- Gene Steinberg's Tech Night Owl - https://www.technightowl.live/blog -

Another Night Owl Rant: Why Do They Always Get it All Wrong?

The other day, I read an article in which the author demanded that Apple build a new Finder. Before I read the article, I already felt sympathetic, because the Mac OS X Finder is badly broken when it comes to such matters as multithreading, the inability to remember position and view settings, and other annoyances.

However, the article had nothing to do with the Finder, despite its title and the fact that the author kept using that word in the course of the article. Instead, he was complaining about a traditional Mac interface element, the single or monolithic menu bar. You see, he was used to the Windows and Linux methods, which put separate menu bars atop each document window.

Despite the fact that it has been shown to be easier to access a single menu bar than a document-specific variation, which has a different position depending on the location of your document window, it still comes down to a matter of personal preference. One possible suggestion is that maybe Apple should offer an option to choose one or the other. This goes against the simplicity of Mac OS X, but I’ll grant that some of you might like it.

But it has nothing whatever to do with the Finder. How an article expressing such obvious ignorance about how the Mac OS worked, and its most significant and unique feature, got published in the first place is almost beyond understanding. This is why I won’t embarrass the author any further by mentioning his name or linking to the piece. I’m sure he’s had enough bad publicity as it is.

Then there is that silly headline in InfoWorld a while back — a publication notorious for some perfectly awful and highly misleading product reviews — that the recent contest, in which an alleged Mac OS X security vulnerability was exposed, killed the myth of Mac invulnerability.

What myth? No such myth ever existed. Indeed, there were even a smattering of malware infections in the Classic Mac OS, and I encountered one back in 1989 that forced me to reformat my hard drive. What’s more, Apple releases regular security updates for Mac OS X. If the operating system didn’t have security leaks, why would there be a need for these updates?

Indeed, InfoWorld’s headline writer clearly doesn’t get it, or was looking for sensationalism regardless of the truth.

Now I suppose you can argue with some justification that Apple’s Mac versus PC ads convey a misleading impression about the lack of Mac viruses. I can understand the lack of precision in Apple’s claims, but it’s still true that there have been, so far at least, no Mac OS X viruses in the wild. The few instances reported so far have been largely proofs-of-concept, except for one that had little or no impact. None of the security leaks plugged by Apple have been exploited. This doesn’t make Macs immune from harm, but they are surely much, much safer than Windows.

One more point: Consumer Reports reported a year or so ago that over $9 billion had been lost because of computer virus infections. What they didn’t say is the fact that every single dollar was the result of a Windows virus. Then again, someone inside the Consumer Reports organization once told me that their editors were heavily biased towards Windows, even though they work on Macs. Oh well.

So much for headline writers and Consumer Reports magazine, at least for now.

Then there was the story a few weeks ago that sales of new Macs were sure to take a dip because of the arrival of Windows Vista at the end of January. Well, my friends, that never happened. Yes, Microsoft has sold millions of copies so far, but the vast majority were preloaded onto new PCs, not ordered as standalone upgrades for older models.

To add insult to injury, Dell has even resumed offering Windows XP on some of its PCs. Now imagine what you might think had Apple continued to offer Macs with Panther (10.3) preloaded as an option after Tiger shipped. Didn’t happen. Even worse for Microsoft, Dell clearly made this decision based on customer requests, and the power of the 800 pound gorilla from Redmond evidently didn’t phase Michael Dell and his crew.

In the end, Apple continues to gain both domestic and worldwide market share. Now maybe it can be said that more Macs might have been sold had Windows Vista not been on the scene, but that would require some detailed customer surveys that are so far lacking.

I suppose it’s even possible that the delay in shipping Mac OS 10.5 Leopard might also cause some of you to postpone buying a new Mac until the new system comes preinstalled. As a practical matter, I don’t think it’ll make much impact, simply because system installations on a Mac are not near the daunting process they are on the Windows platform. While some of those installations go bad, most times, they work just fine.

In contrast, what’s Microsoft’s success rate with a straight upgrade install of Vista over XP? Will they dare even tell us? Or does it all really matter?

Some people think operating systems are probably irrelevant anyway. It’s just the application that matters; that is until the same application is available on both the Mac and the PC. But that will only start another rant and I’m done for now.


_EXERCISE PROMPT:_ Which lines of the records below contain the word "object"? Report each of them in full.
GIVEN ENTRIES: Begin
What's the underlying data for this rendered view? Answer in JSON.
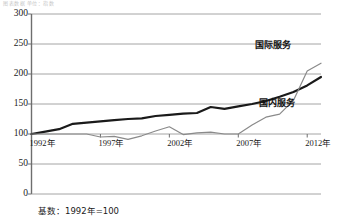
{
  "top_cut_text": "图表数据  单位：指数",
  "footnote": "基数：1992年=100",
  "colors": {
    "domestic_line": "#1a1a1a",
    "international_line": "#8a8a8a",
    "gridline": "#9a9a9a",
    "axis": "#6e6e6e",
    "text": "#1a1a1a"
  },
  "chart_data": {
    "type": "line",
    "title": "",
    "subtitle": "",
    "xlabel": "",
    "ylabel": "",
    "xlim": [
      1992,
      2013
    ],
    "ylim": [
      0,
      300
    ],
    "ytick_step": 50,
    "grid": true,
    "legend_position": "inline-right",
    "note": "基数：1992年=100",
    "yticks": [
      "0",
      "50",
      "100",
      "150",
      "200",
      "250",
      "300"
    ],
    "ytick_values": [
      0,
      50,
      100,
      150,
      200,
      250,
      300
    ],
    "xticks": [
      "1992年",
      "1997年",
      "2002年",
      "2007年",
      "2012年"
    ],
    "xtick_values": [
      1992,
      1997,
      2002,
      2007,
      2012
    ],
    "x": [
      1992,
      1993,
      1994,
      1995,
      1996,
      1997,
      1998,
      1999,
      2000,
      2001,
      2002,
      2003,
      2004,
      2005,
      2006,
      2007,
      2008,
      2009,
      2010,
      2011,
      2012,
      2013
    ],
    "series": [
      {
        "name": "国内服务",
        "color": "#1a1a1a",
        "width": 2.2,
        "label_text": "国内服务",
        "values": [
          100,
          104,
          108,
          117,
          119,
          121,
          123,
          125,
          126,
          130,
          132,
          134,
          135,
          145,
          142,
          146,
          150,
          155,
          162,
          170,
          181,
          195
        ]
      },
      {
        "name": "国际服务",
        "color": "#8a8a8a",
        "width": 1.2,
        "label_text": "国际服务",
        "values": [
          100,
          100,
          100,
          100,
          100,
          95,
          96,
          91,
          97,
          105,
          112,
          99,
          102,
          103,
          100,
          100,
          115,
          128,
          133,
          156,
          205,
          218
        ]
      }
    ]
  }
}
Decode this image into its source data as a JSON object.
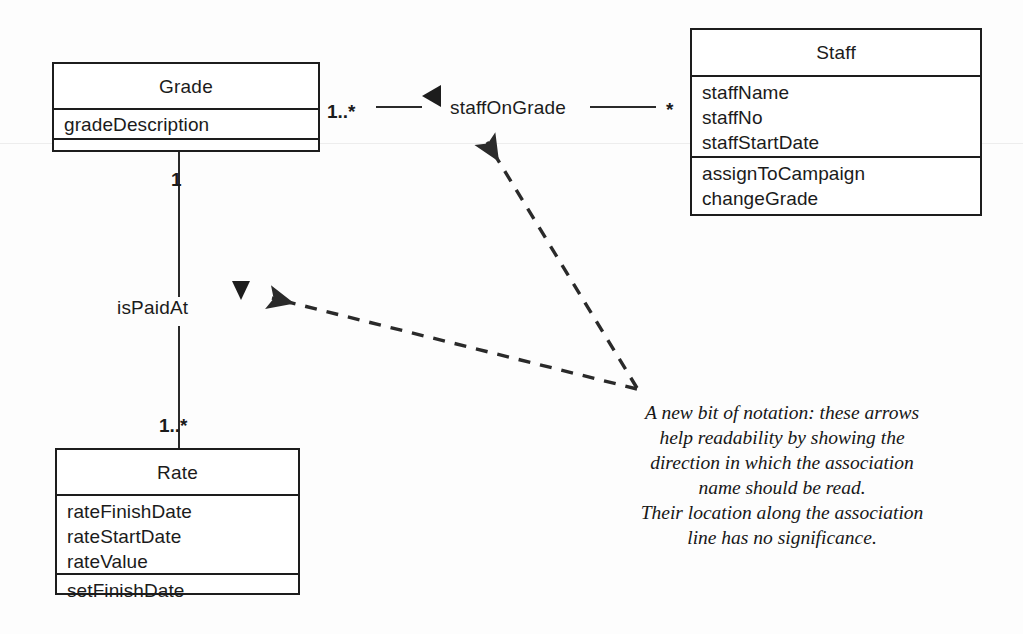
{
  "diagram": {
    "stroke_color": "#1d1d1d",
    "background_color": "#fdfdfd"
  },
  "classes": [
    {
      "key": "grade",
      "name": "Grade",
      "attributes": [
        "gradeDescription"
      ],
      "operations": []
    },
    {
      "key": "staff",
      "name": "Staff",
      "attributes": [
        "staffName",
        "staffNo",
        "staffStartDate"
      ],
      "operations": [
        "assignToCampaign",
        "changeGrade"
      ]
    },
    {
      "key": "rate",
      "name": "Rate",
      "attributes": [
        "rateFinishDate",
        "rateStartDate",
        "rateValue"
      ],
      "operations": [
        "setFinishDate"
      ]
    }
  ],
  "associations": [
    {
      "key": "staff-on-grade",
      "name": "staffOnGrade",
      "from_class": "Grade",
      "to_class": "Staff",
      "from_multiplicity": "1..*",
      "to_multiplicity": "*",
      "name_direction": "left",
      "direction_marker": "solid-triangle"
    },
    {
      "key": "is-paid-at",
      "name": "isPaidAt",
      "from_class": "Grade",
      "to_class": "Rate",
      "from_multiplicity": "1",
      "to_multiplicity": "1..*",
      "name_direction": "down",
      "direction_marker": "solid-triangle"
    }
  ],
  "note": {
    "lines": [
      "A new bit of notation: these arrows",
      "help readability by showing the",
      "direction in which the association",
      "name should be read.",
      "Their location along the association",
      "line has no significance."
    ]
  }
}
GIVEN ENTRIES: End
GIVEN ENTRIES: Begin
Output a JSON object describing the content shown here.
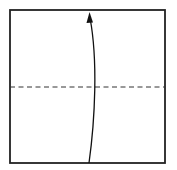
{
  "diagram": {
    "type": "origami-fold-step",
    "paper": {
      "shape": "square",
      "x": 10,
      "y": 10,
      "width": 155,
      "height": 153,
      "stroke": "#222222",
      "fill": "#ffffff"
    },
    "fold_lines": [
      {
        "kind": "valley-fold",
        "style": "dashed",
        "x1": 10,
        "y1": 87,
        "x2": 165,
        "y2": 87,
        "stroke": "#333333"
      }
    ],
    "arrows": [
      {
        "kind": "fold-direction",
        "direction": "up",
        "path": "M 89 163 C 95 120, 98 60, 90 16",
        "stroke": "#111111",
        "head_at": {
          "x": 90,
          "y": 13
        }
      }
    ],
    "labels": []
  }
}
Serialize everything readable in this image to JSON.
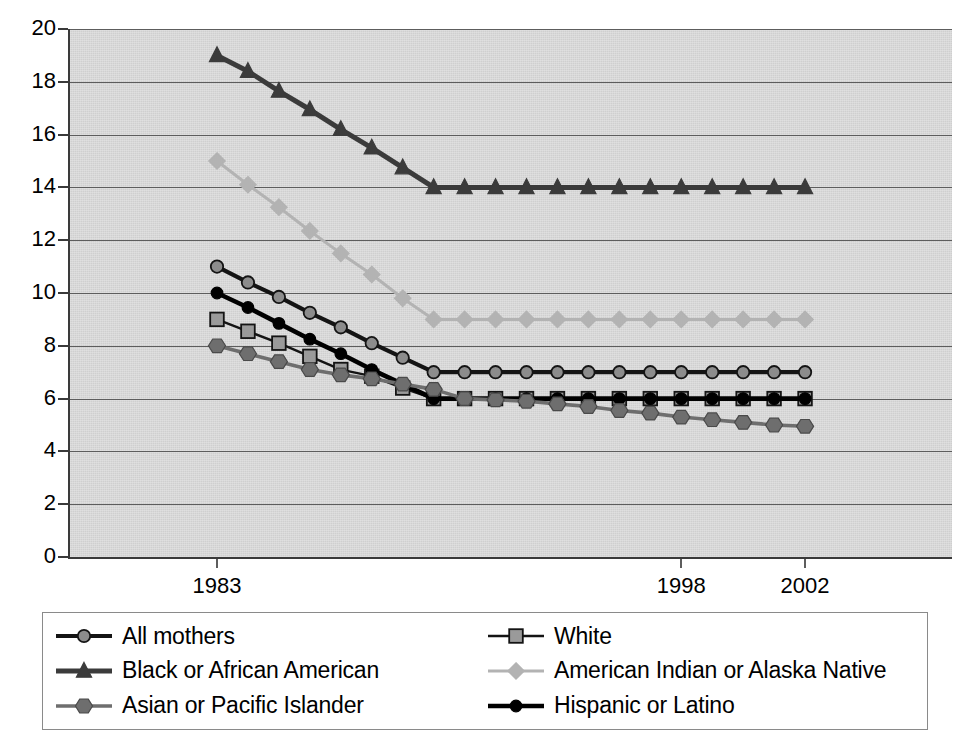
GIVEN ENTRIES: End
_YOUR RESPONSE:_
Decode this image into its source data as a JSON object.
Output a JSON object describing the content shown here.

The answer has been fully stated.